Populist Christianity associates piety with hearth and home, nation and place. The lead singer of the Pilgrim Jubilees, a gospel quartet, told an interviewer: “My brothers and I grew up in a little three-room shack in Houston, Mississippi. We didn’t have much back then, church, but we had a family altar.” This pride in a single place, however humble, and in a pious home, however plain, is typical of populist Christianity.
No prejudice so perfectly unites the American overclass as contempt for morally conservative, religiously revivalist, and politically populist protestants. Every day, it seems, a prestige publication prints a new article describing them as sexist, racist, white-nationalist threats to democracy.

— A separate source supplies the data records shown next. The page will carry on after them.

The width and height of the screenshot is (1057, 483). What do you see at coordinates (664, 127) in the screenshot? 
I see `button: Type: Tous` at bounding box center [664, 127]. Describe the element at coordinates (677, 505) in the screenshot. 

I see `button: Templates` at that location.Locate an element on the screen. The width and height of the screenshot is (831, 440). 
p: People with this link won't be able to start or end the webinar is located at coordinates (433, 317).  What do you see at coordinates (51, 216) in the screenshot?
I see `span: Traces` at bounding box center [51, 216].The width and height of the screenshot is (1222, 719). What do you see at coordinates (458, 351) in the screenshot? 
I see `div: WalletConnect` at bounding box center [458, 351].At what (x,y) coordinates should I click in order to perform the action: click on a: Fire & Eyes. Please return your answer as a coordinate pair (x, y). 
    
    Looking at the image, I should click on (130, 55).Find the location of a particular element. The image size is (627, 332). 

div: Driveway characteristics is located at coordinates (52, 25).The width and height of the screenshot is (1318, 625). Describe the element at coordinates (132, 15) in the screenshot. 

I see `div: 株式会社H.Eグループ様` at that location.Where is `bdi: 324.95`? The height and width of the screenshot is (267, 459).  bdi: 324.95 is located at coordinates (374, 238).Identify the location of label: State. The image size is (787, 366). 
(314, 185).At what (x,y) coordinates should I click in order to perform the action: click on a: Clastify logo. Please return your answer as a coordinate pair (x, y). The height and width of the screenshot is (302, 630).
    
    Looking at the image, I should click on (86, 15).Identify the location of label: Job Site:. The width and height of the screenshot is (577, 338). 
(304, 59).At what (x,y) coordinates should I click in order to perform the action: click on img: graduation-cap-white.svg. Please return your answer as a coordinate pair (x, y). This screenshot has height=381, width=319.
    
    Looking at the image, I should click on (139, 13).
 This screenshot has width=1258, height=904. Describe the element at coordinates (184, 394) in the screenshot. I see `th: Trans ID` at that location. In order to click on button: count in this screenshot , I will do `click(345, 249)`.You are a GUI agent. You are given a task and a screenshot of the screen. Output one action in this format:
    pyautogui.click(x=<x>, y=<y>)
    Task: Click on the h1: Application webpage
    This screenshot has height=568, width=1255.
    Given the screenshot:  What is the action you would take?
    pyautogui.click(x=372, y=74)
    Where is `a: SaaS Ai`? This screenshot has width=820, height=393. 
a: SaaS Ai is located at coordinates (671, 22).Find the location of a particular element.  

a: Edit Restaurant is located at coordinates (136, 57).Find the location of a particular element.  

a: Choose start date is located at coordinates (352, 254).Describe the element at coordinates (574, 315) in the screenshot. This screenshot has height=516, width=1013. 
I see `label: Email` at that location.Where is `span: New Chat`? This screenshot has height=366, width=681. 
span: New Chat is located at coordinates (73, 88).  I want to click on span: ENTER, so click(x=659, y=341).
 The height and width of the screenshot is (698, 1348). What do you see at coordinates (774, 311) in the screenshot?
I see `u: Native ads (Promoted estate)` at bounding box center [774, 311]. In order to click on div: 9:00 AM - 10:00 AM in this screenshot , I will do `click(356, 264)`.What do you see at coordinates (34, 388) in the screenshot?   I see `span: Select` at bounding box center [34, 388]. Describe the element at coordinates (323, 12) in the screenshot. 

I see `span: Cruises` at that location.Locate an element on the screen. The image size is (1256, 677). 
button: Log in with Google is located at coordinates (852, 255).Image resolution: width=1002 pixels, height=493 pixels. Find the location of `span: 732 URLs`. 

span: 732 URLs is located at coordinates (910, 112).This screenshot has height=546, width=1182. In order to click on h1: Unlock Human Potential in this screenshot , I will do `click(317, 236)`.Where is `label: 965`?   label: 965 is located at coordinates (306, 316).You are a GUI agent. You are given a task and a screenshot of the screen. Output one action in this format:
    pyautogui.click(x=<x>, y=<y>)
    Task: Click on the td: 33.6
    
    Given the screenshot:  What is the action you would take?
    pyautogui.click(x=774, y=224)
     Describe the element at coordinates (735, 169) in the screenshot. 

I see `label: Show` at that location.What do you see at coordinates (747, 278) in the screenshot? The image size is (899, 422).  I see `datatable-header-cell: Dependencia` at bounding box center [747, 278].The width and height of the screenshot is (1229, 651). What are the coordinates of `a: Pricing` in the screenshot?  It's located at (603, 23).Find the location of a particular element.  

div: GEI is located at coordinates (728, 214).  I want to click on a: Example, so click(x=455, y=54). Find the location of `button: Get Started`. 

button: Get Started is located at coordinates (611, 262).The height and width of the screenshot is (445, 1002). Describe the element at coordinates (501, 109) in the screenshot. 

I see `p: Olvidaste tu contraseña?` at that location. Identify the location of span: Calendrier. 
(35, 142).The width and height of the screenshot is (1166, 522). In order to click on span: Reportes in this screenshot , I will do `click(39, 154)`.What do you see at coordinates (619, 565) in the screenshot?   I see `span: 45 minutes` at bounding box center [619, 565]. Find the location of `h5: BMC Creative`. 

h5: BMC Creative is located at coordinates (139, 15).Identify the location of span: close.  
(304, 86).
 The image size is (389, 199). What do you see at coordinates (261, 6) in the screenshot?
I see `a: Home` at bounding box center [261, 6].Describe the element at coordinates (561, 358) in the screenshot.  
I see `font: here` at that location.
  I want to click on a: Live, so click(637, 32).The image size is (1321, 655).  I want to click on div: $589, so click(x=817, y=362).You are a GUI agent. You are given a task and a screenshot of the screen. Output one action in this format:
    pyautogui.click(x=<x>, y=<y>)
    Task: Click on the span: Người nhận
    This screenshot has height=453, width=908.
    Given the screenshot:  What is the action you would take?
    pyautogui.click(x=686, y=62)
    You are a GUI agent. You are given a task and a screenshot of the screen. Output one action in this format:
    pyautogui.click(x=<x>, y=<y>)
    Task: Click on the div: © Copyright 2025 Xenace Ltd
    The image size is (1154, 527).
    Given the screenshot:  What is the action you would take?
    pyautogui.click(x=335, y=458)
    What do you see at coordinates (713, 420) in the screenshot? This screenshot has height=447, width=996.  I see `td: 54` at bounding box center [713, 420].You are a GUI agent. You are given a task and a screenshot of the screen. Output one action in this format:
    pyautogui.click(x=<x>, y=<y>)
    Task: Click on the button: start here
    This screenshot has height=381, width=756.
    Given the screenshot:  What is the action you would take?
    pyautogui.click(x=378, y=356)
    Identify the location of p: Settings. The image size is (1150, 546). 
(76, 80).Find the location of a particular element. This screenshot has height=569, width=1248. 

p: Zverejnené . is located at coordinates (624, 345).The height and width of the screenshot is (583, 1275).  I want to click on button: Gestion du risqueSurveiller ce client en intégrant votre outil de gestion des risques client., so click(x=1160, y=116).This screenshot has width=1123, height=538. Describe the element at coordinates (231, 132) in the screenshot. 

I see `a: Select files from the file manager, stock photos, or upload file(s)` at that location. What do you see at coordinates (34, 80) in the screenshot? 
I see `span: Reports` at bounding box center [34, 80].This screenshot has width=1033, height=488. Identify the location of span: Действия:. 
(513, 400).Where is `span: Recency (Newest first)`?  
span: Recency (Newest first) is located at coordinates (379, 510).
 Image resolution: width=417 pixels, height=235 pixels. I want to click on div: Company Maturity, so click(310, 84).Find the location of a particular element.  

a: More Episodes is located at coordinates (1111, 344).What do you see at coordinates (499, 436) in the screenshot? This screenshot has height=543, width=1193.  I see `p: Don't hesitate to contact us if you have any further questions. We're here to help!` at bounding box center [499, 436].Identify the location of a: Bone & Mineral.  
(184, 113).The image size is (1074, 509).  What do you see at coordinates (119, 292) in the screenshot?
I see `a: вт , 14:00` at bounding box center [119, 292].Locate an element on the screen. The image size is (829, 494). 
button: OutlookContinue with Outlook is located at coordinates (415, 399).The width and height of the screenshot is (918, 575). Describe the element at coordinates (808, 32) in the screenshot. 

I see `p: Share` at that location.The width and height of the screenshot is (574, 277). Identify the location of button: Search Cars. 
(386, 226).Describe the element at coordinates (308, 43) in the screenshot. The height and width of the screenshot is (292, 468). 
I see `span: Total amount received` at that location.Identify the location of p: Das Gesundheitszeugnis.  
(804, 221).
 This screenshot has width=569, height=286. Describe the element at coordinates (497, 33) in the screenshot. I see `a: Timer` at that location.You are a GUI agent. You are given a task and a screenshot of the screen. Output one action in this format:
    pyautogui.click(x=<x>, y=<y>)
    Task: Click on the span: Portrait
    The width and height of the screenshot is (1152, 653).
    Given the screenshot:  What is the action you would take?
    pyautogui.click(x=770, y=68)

Far more than the socialists who see themselves as radicals, backwoods Baptists and TV preachers, holy-rolling faith healers and strip-mall seminarians are hated and feared by our ruling class. No other group of comparable size consistently opposes those who run our society. That is why they are denounced so unsparingly, and why they deserve greater praise.
Populist Christianity took form in the early 19th century during the Second Great Awakening. Methodist circuit riders, Baptist preachers, and Mormon seers remade America’s religious landscape, proclaiming a populist creed that was no less revolutionary than the political transformation that had swept through the country in the decades before. As Nathan Hatch notes in his great book, The Democratization of American Christianity, its leaders were “short on social graces, family connections, and literary education.” They often seemed “untutored” and “irregular,” but this only proved their bona fides. Because they preached a creed that “associated virtue with ordinary people,” their lack of refinement vouchsafed their reliability.